I am trying to create a progressbar which shows how long it takes to download a youtube movie to my desktop.
I use this for the download process:
do shell script "curl -L " & quoted form of downloadURL & " -o " & POSIX path of outputFile & “> /dev/null 2>&1 & echo $!”
“curl -L " & quoted form of downloadURL = download location of the youtube movie
& POSIX path of outputFile = location on my drive
/dev/null 2>&1 & echo $!” = shell script job runs in background, so script continous immediatly & gives a code (pid) back
I found out that Curl has its own progress code but can’t find anything more than:
PROGRESS METER
The progress meter exists to show a user that something actually is
happening. The different fields in the output have the following meaning:
% Total % Received % Xferd Average Speed Time Curr.
Dload Upload Total Current Left Speed
0 151M 0 38608 0 0 9406 0 4:41:43 0:00:04 4:41:39 9287
From left-to-right:
% - percentage completed of the whole transfer
Total - total size of the whole expected transfer
% - percentage completed of the download
Received - currently downloaded amount of bytes
% - percentage completed of the upload
Xferd - currently uploaded amount of bytes
Average Speed
Dload - the average transfer speed of the download
Average Speed
Upload - the average transfer speed of the upload
Time Total - expected time to complete the operation
Time Current - time passed since the invoke
Time Left - expected time left to completion
Curr.Speed - the average transfer speed the last 5 seconds (the first
5 seconds of a transfer is based on less time of course.)
The -# option will display a totally different progress bar that doesn’t
need much explanation!
Well it does
Anyone any experience or can help me out with some nice tricks ??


*TO DO:* For the listing below, output exactly the lines from the line with "Task: Click on the span: Réessayer" up to and including the line with "What do you see at coordinates (395, 313)", and no other lines.

*THE RECORDS:*
┄┄┄┄┄┄
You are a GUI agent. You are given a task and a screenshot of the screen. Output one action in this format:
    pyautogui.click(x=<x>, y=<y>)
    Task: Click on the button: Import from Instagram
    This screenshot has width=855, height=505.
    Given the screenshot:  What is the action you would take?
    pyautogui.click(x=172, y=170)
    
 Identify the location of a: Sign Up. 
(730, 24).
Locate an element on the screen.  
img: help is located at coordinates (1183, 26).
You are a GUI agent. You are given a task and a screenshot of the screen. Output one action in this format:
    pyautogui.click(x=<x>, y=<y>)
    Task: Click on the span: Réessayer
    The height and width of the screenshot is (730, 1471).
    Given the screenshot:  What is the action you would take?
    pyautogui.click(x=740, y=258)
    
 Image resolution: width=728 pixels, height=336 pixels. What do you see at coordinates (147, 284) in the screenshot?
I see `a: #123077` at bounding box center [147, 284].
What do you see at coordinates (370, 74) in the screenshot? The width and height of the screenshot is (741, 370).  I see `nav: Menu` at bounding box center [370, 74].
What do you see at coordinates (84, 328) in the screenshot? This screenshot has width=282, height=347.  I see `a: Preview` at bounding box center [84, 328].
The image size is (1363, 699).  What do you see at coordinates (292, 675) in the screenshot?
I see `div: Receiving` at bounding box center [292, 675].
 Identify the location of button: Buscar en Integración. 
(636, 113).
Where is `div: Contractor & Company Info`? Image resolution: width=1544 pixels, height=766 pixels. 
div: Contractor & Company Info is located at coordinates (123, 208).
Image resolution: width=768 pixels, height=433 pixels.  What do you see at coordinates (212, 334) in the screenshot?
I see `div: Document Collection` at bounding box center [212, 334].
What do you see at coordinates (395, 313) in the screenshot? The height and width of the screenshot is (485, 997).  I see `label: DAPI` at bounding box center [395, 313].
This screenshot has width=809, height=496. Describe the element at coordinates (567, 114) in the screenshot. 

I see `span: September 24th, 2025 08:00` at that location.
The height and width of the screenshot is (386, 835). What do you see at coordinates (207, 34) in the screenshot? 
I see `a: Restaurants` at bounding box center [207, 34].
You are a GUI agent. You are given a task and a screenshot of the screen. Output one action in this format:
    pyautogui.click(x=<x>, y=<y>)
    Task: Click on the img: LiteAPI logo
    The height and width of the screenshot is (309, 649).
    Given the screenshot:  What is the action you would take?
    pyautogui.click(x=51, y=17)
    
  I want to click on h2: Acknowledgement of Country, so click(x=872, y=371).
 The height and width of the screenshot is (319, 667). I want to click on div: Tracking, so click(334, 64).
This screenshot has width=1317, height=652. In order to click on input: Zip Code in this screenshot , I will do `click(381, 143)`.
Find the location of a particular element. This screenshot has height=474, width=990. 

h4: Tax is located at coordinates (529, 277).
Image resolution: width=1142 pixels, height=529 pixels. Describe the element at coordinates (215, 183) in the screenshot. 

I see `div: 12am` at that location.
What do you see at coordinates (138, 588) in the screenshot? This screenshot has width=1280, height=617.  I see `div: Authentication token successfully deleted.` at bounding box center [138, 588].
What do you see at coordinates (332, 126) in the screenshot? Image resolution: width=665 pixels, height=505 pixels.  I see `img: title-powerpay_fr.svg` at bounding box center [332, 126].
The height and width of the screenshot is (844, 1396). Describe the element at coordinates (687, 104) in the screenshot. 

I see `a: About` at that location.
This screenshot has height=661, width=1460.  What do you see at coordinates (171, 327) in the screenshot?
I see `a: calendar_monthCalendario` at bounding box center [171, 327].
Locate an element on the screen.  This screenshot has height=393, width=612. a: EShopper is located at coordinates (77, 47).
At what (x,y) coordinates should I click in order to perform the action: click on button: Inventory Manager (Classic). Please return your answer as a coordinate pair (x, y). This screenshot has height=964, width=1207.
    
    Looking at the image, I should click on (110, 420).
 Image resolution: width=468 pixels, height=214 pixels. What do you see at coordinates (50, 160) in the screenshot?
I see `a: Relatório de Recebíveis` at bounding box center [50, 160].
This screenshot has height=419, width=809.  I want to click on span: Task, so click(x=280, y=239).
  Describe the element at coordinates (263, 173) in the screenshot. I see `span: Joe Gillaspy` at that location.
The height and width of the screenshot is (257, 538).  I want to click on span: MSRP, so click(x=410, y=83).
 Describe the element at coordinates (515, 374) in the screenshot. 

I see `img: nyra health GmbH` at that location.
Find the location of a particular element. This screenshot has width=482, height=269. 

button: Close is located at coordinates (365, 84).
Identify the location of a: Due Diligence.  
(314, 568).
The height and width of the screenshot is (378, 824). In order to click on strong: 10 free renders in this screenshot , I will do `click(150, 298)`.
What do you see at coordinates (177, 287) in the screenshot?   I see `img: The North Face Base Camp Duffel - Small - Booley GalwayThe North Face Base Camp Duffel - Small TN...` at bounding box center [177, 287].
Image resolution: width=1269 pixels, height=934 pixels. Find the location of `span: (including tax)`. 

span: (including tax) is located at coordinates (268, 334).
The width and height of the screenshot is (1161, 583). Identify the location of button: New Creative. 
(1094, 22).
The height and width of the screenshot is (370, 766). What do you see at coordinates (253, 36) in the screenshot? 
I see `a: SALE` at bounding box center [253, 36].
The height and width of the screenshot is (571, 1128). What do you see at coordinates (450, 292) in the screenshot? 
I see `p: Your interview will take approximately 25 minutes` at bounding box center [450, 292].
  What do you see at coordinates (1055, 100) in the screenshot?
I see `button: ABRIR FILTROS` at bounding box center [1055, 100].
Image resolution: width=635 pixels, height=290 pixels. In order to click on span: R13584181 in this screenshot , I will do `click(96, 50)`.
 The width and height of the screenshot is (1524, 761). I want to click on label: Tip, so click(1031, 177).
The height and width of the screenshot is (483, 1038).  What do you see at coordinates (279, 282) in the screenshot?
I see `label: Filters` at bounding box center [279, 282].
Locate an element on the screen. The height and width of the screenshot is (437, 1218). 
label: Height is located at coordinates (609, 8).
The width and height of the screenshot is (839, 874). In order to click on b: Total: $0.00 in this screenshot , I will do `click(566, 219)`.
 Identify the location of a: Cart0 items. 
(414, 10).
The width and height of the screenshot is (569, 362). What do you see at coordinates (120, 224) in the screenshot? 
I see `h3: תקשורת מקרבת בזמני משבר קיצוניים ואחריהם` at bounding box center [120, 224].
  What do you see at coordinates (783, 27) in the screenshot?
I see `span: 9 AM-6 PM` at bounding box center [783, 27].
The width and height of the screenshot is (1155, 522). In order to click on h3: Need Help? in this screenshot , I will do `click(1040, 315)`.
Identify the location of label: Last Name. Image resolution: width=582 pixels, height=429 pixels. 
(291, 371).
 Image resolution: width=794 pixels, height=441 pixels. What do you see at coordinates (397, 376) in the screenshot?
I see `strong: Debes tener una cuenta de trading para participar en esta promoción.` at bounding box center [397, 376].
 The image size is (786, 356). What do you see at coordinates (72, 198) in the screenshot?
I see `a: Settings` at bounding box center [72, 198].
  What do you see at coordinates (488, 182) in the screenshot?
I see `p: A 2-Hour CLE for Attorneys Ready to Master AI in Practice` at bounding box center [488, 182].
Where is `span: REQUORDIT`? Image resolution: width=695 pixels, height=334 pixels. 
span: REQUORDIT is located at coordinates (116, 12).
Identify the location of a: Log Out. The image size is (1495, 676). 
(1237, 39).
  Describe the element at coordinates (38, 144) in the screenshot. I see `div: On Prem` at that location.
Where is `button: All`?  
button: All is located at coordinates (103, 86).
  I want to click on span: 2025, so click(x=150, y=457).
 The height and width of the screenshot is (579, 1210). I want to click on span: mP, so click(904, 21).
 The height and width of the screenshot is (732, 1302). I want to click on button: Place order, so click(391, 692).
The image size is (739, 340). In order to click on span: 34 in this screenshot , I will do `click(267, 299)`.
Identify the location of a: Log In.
┄┄┄┄┄┄
*COMPLETED EXERCISE:*
    Task: Click on the span: Réessayer
    The height and width of the screenshot is (730, 1471).
    Given the screenshot:  What is the action you would take?
    pyautogui.click(x=740, y=258)
    
 Image resolution: width=728 pixels, height=336 pixels. What do you see at coordinates (147, 284) in the screenshot?
I see `a: #123077` at bounding box center [147, 284].
What do you see at coordinates (370, 74) in the screenshot? The width and height of the screenshot is (741, 370).  I see `nav: Menu` at bounding box center [370, 74].
What do you see at coordinates (84, 328) in the screenshot? This screenshot has width=282, height=347.  I see `a: Preview` at bounding box center [84, 328].
The image size is (1363, 699).  What do you see at coordinates (292, 675) in the screenshot?
I see `div: Receiving` at bounding box center [292, 675].
 Identify the location of button: Buscar en Integración. 
(636, 113).
Where is `div: Contractor & Company Info`? Image resolution: width=1544 pixels, height=766 pixels. 
div: Contractor & Company Info is located at coordinates (123, 208).
Image resolution: width=768 pixels, height=433 pixels.  What do you see at coordinates (212, 334) in the screenshot?
I see `div: Document Collection` at bounding box center [212, 334].
What do you see at coordinates (395, 313) in the screenshot? The height and width of the screenshot is (485, 997).  I see `label: DAPI` at bounding box center [395, 313].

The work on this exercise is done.